**REQUIRED ACTION:** Copy the data that appears below exactly. Drop the pictures.

**EXCERPTED DATA:**
━━━━━━
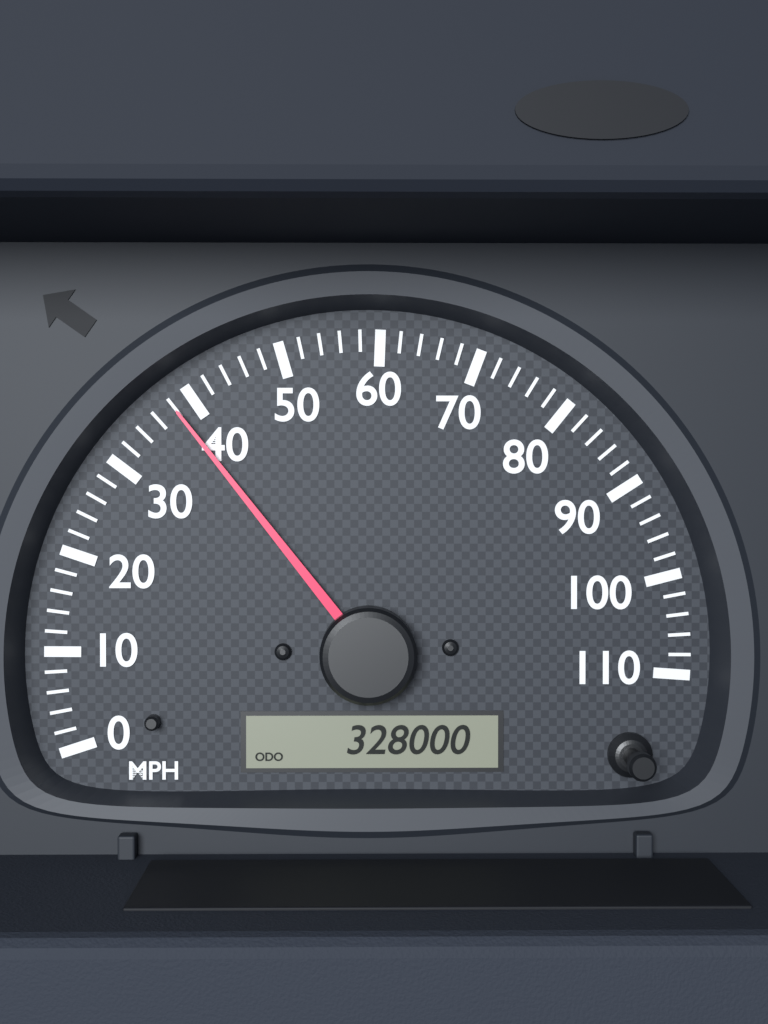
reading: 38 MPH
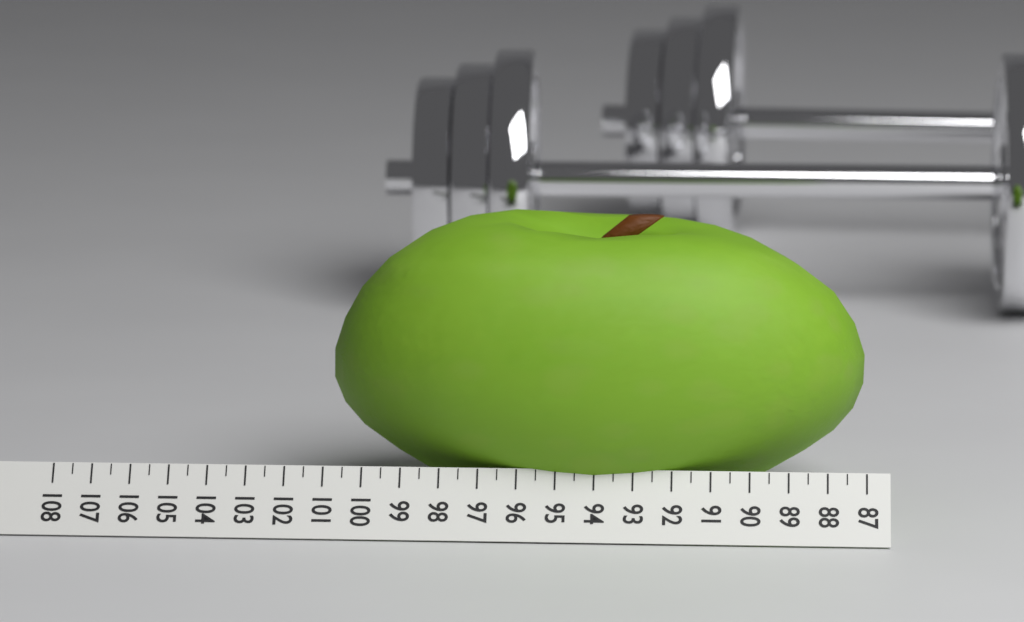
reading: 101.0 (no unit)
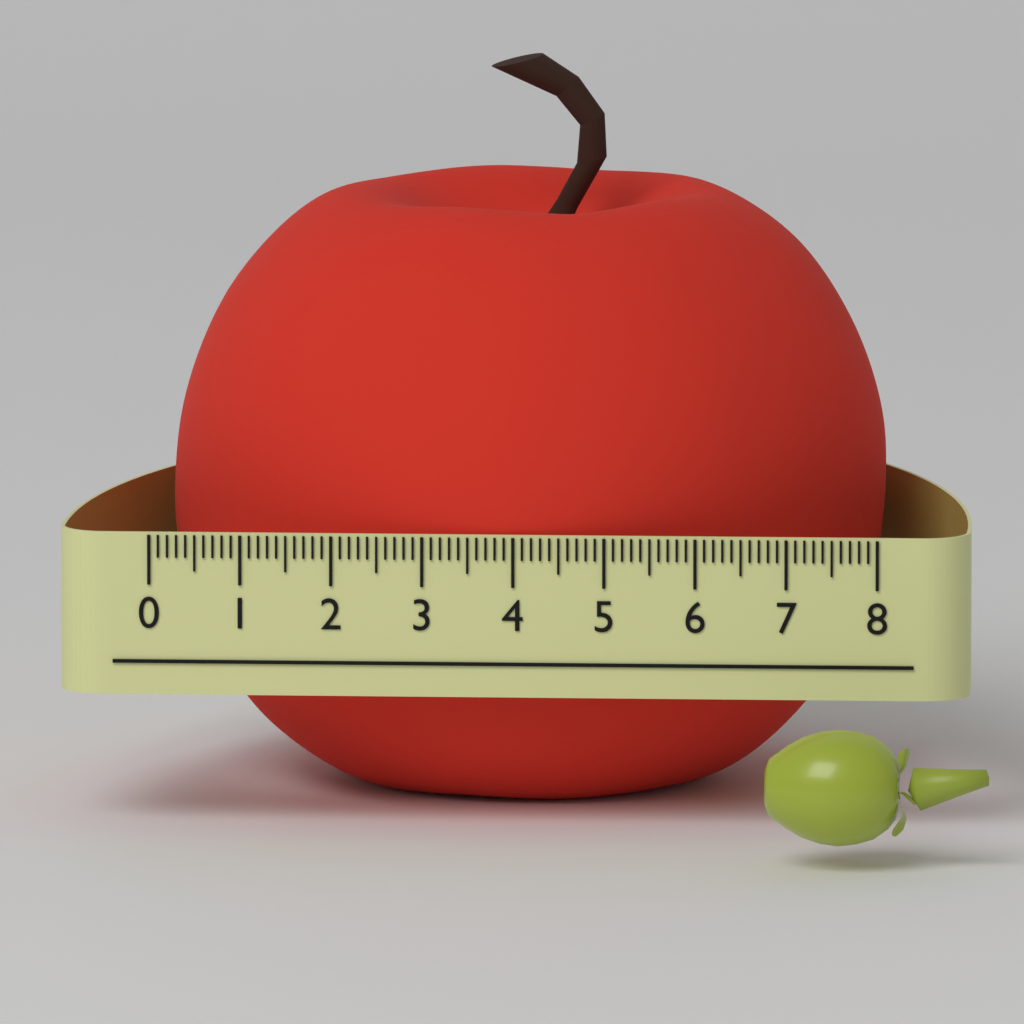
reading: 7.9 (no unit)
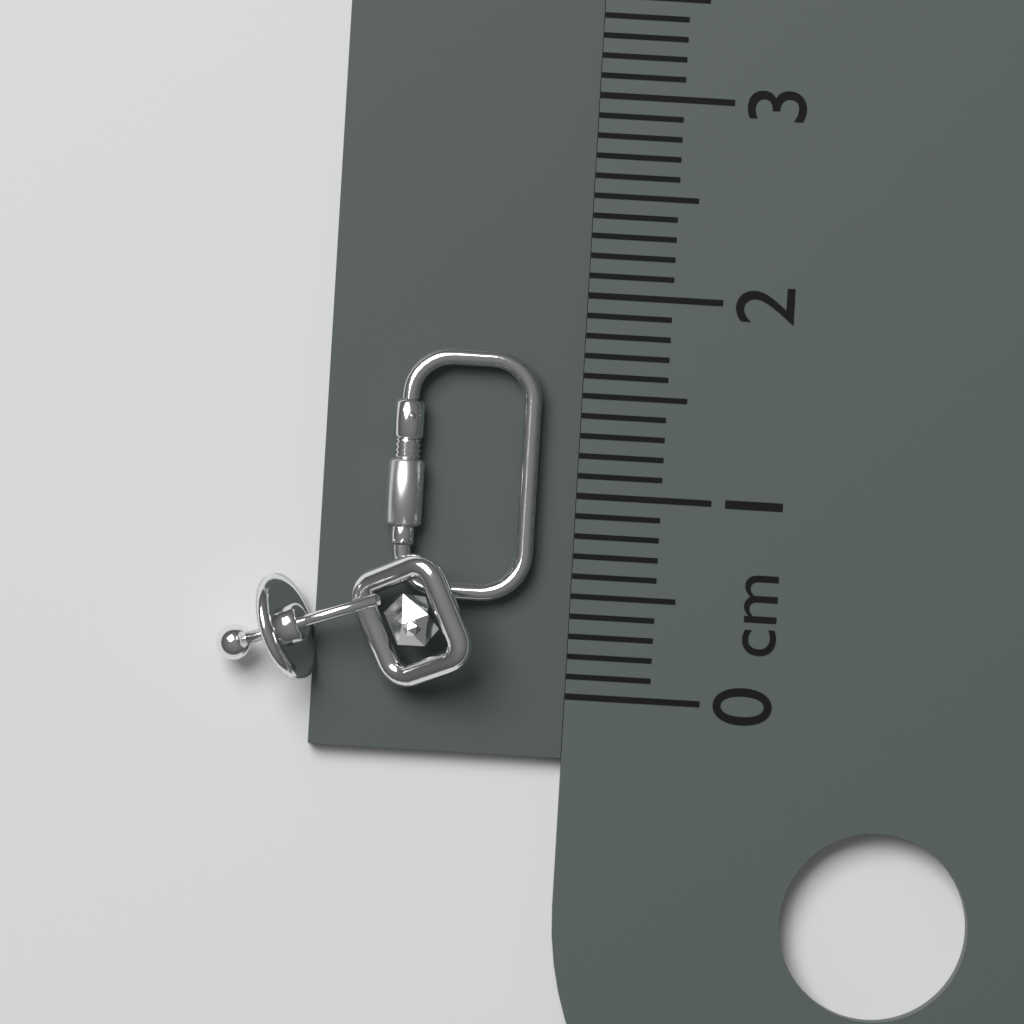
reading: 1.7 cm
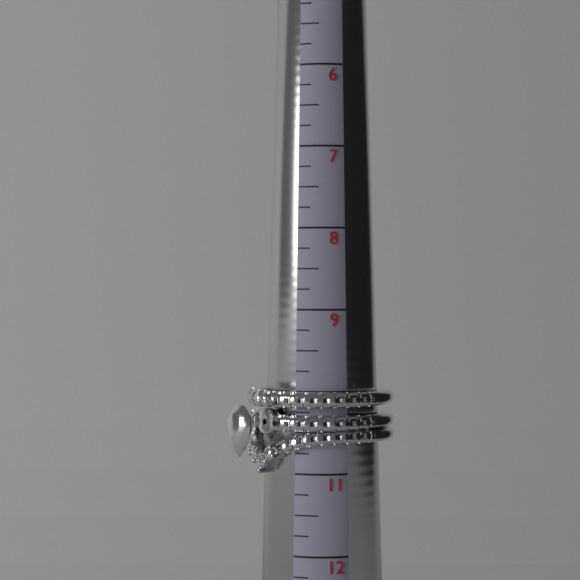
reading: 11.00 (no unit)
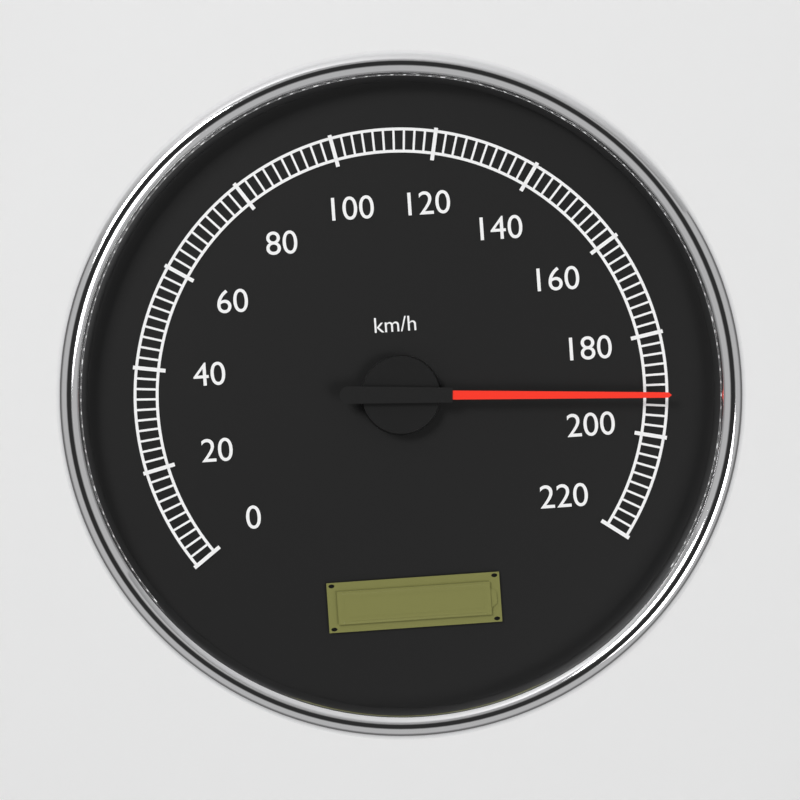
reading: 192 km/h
━━━━━━
**TASK RESULT:**
reading: 38 MPH
reading: 101.0 (no unit)
reading: 7.9 (no unit)
reading: 1.7 cm
reading: 11.00 (no unit)
reading: 192 km/h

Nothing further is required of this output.